JOHN ADAMS: A LIFE
by John Ferling
ISBN 978-0-945707-14-1 $35.00
535 pages including notes, bibliography, index, and illustrations.
John Ferling's is another impressive biography that
contributes to the rehabilitation of John Adams, a process that began in
the 1950's. The major cause for the change has been the availability
of the massive collection of Adams papers. Robert Rutland, the editor of
the Madison papers, concluded that, while Jefferson was a more attractive
personality and Franklin a more versatile genius, "Adams is the most captivating
founding father on most counts."
Despite his ascendance within the scholarly world, however,
the broader public awareness of Adams' contributions remains faint and murky.
He is still often confused with his cousin Sam Adams. And as he himself
predicted, no major monuments or memorials have been erected in his honor
either in the nation's capitol or his home state of Massachusetts. There
is something about him that seems to resist enshrinement.
John Ferling's biography enhances our scholarly appreciation
of Adams as a man who deserves his own monument... Ferling has produced
a comprehensive life-and-times narrative that pursues Adams from his modest
origins in Braintree in 1735, through Harvard and the formative years as
a school teacher at Worcester, on to his budding career as a lawyer in Boston,
and then into the center of the American Revolution; the trail continues with
diplomatic service in France and England in the 1780's, the vice-presidency
and presidency in the 1790's, and finally loops back to Quincy, where Adams
enjoyed a quarter-century of pugnacious mediation before his charmed death,
along with Jefferson on the fiftieth anniversary of the Declaration of Independence.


• [Work instruction]:
Your copy of the lines below must match them exactly and contain no images.
___ Material to process
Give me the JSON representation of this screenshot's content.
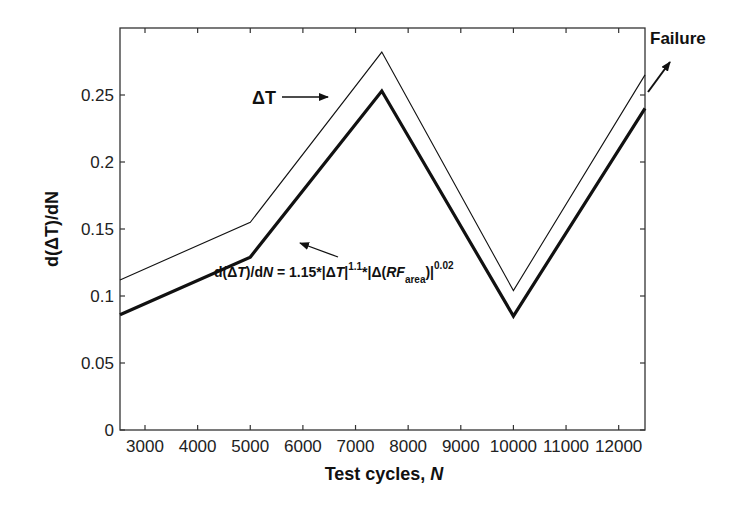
{
  "chart_data": {
    "type": "line",
    "title": "",
    "xlabel": "Test cycles, N",
    "ylabel": "d(ΔT)/dN",
    "xlim": [
      2525,
      12500
    ],
    "ylim": [
      0,
      0.29
    ],
    "grid": false,
    "legend": null,
    "x_ticks": [
      3000,
      4000,
      5000,
      6000,
      7000,
      8000,
      9000,
      10000,
      11000,
      12000
    ],
    "x_tick_labels": [
      "3000",
      "4000",
      "5000",
      "6000",
      "7000",
      "8000",
      "9000",
      "10000",
      "11000",
      "12000"
    ],
    "y_ticks": [
      0,
      0.05,
      0.1,
      0.15,
      0.2,
      0.25
    ],
    "y_tick_labels": [
      "0",
      "0.05",
      "0.1",
      "0.15",
      "0.2",
      "0.25"
    ],
    "series": [
      {
        "name": "ΔT",
        "style": "thin",
        "x": [
          2525,
          5000,
          7500,
          10000,
          12500
        ],
        "values": [
          0.112,
          0.155,
          0.282,
          0.104,
          0.265
        ]
      },
      {
        "name": "d(ΔT)/dN = 1.15*|ΔT|^1.1*|Δ(RF_area)|^0.02",
        "style": "thick",
        "x": [
          2525,
          5000,
          7500,
          10000,
          12500
        ],
        "values": [
          0.086,
          0.129,
          0.253,
          0.085,
          0.24
        ]
      }
    ],
    "annotations": [
      {
        "text": "ΔT",
        "type": "arrow-label",
        "points_to": "thin series near x=7000"
      },
      {
        "text": "d(ΔT)/dN = 1.15*|ΔT|^1.1*|Δ(RF_area)|^0.02",
        "type": "arrow-label",
        "points_to": "thick series near x=5500"
      },
      {
        "text": "Failure",
        "type": "arrow-label",
        "position": "top-right outside plot"
      }
    ]
  },
  "labels": {
    "xlabel_main": "Test cycles, ",
    "xlabel_var": "N",
    "ylabel": "d(ΔT)/dN",
    "delta_t": "ΔT",
    "failure": "Failure",
    "formula": {
      "p1": "d(Δ",
      "p2": "T",
      "p3": ")/d",
      "p4": "N",
      "p5": " = 1.15*|Δ",
      "p6": "T",
      "p7": "|",
      "exp1": "1.1",
      "p8": "*|Δ(",
      "p9": "RF",
      "sub": "area",
      "p10": ")|",
      "exp2": "0.02"
    }
  }
}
______
• [Response to this task]:
Give me the JSON representation of this screenshot's content.
{
  "chart_data": {
    "type": "line",
    "title": "",
    "xlabel": "Test cycles, N",
    "ylabel": "d(ΔT)/dN",
    "xlim": [
      2525,
      12500
    ],
    "ylim": [
      0,
      0.29
    ],
    "grid": false,
    "legend": null,
    "x_ticks": [
      3000,
      4000,
      5000,
      6000,
      7000,
      8000,
      9000,
      10000,
      11000,
      12000
    ],
    "x_tick_labels": [
      "3000",
      "4000",
      "5000",
      "6000",
      "7000",
      "8000",
      "9000",
      "10000",
      "11000",
      "12000"
    ],
    "y_ticks": [
      0,
      0.05,
      0.1,
      0.15,
      0.2,
      0.25
    ],
    "y_tick_labels": [
      "0",
      "0.05",
      "0.1",
      "0.15",
      "0.2",
      "0.25"
    ],
    "series": [
      {
        "name": "ΔT",
        "style": "thin",
        "x": [
          2525,
          5000,
          7500,
          10000,
          12500
        ],
        "values": [
          0.112,
          0.155,
          0.282,
          0.104,
          0.265
        ]
      },
      {
        "name": "d(ΔT)/dN = 1.15*|ΔT|^1.1*|Δ(RF_area)|^0.02",
        "style": "thick",
        "x": [
          2525,
          5000,
          7500,
          10000,
          12500
        ],
        "values": [
          0.086,
          0.129,
          0.253,
          0.085,
          0.24
        ]
      }
    ],
    "annotations": [
      {
        "text": "ΔT",
        "type": "arrow-label",
        "points_to": "thin series near x=7000"
      },
      {
        "text": "d(ΔT)/dN = 1.15*|ΔT|^1.1*|Δ(RF_area)|^0.02",
        "type": "arrow-label",
        "points_to": "thick series near x=5500"
      },
      {
        "text": "Failure",
        "type": "arrow-label",
        "position": "top-right outside plot"
      }
    ]
  },
  "labels": {
    "xlabel_main": "Test cycles, ",
    "xlabel_var": "N",
    "ylabel": "d(ΔT)/dN",
    "delta_t": "ΔT",
    "failure": "Failure",
    "formula": {
      "p1": "d(Δ",
      "p2": "T",
      "p3": ")/d",
      "p4": "N",
      "p5": " = 1.15*|Δ",
      "p6": "T",
      "p7": "|",
      "exp1": "1.1",
      "p8": "*|Δ(",
      "p9": "RF",
      "sub": "area",
      "p10": ")|",
      "exp2": "0.02"
    }
  }
}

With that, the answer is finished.